◆ **Work item**
Please copy each line of the listing below precisely, excluding the images.

◆ **Entries shown**

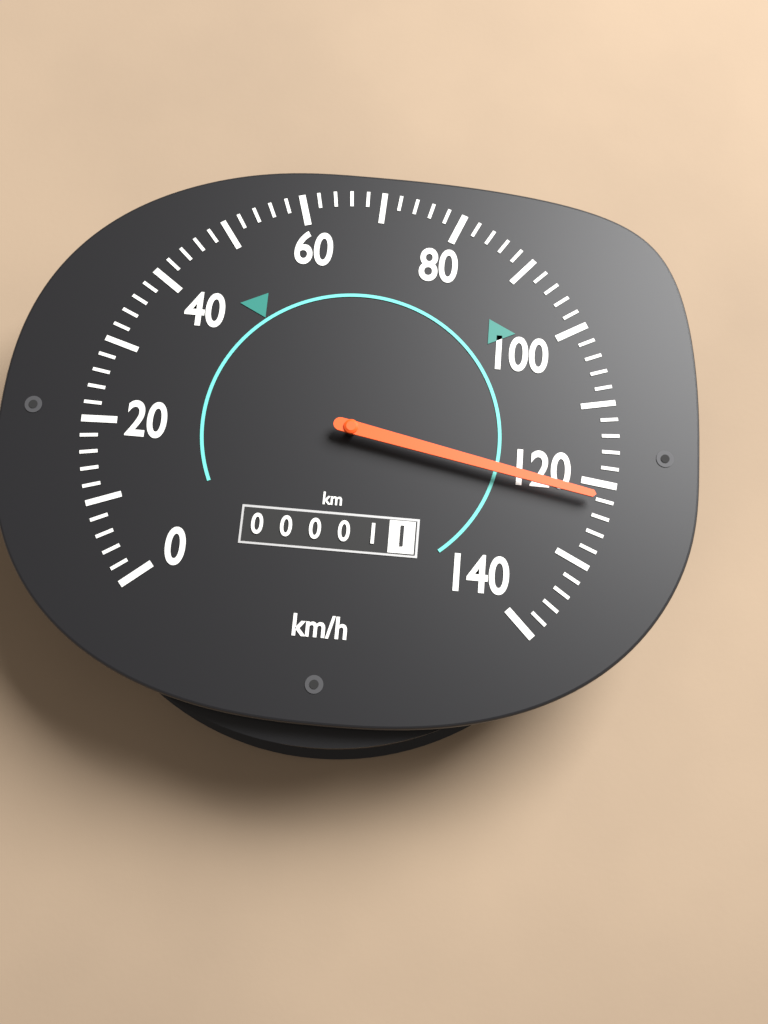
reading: 122 km/h
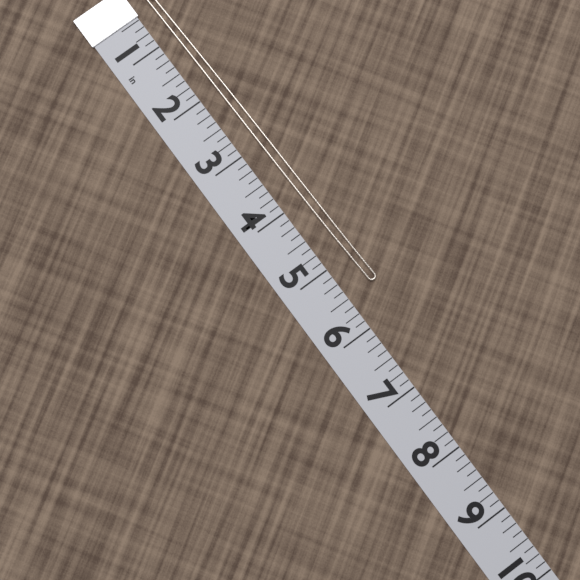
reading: 5.500 in
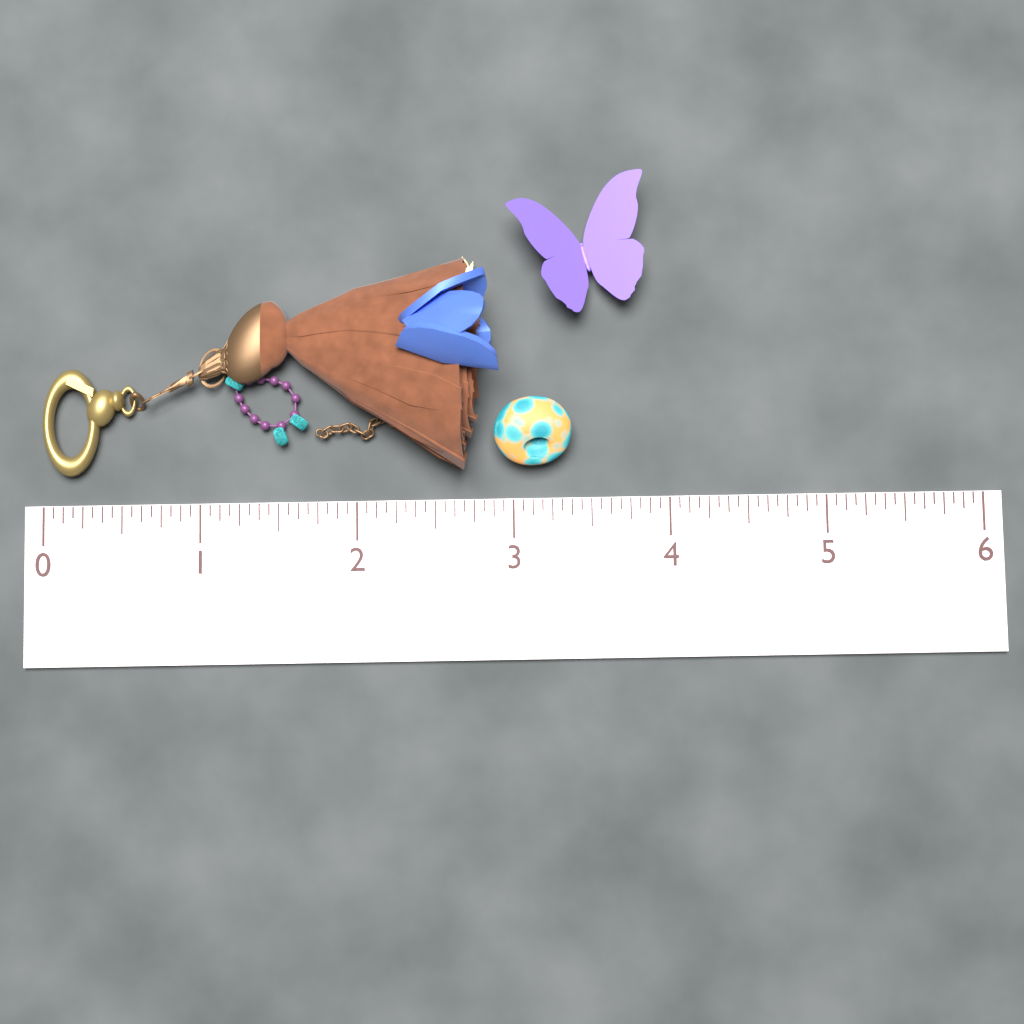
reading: 2.8125 (no unit)
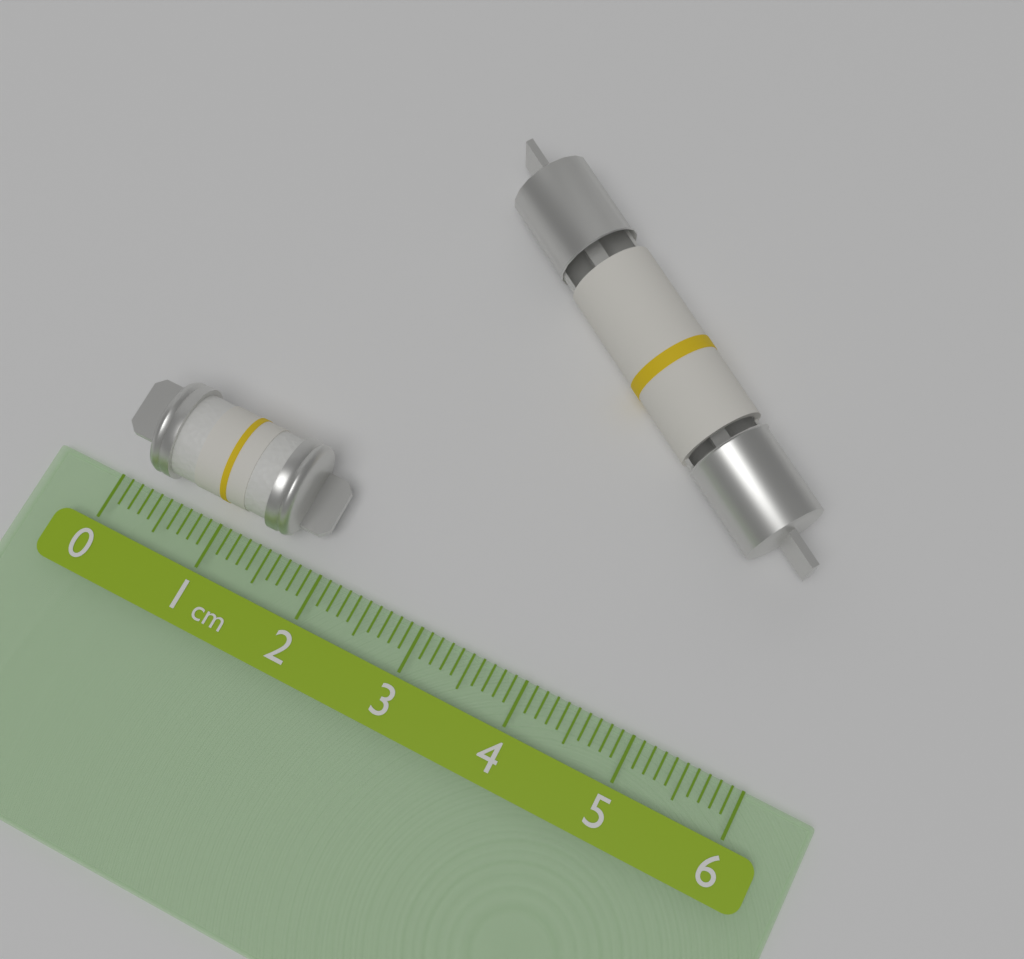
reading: 1.9 cm
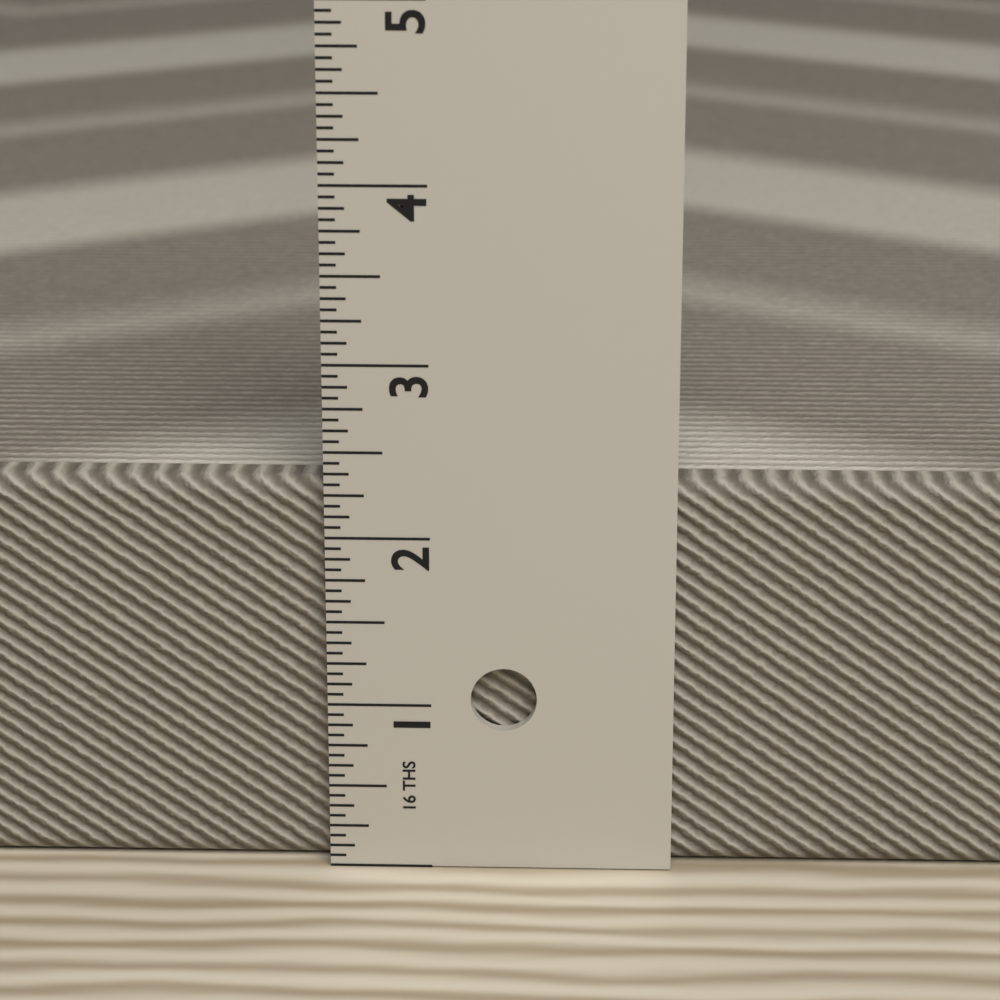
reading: 2.3125 in
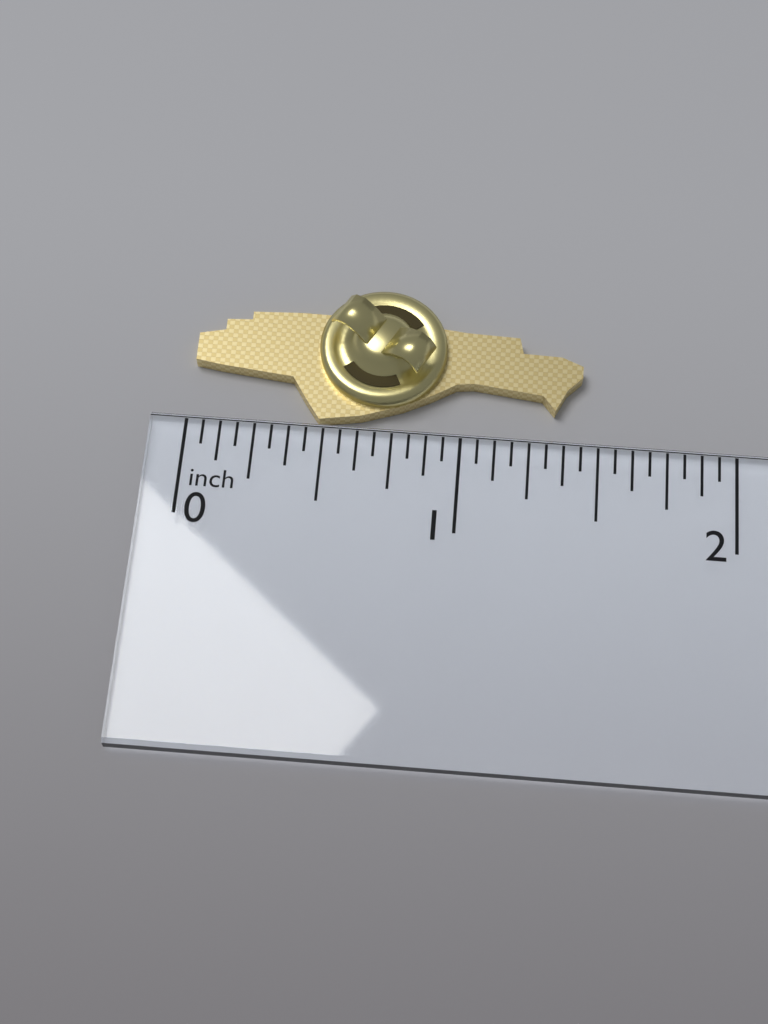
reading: 1.4375 inch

◆ **Task result**
reading: 122 km/h
reading: 5.500 in
reading: 2.8125 (no unit)
reading: 1.9 cm
reading: 2.3125 in
reading: 1.4375 inch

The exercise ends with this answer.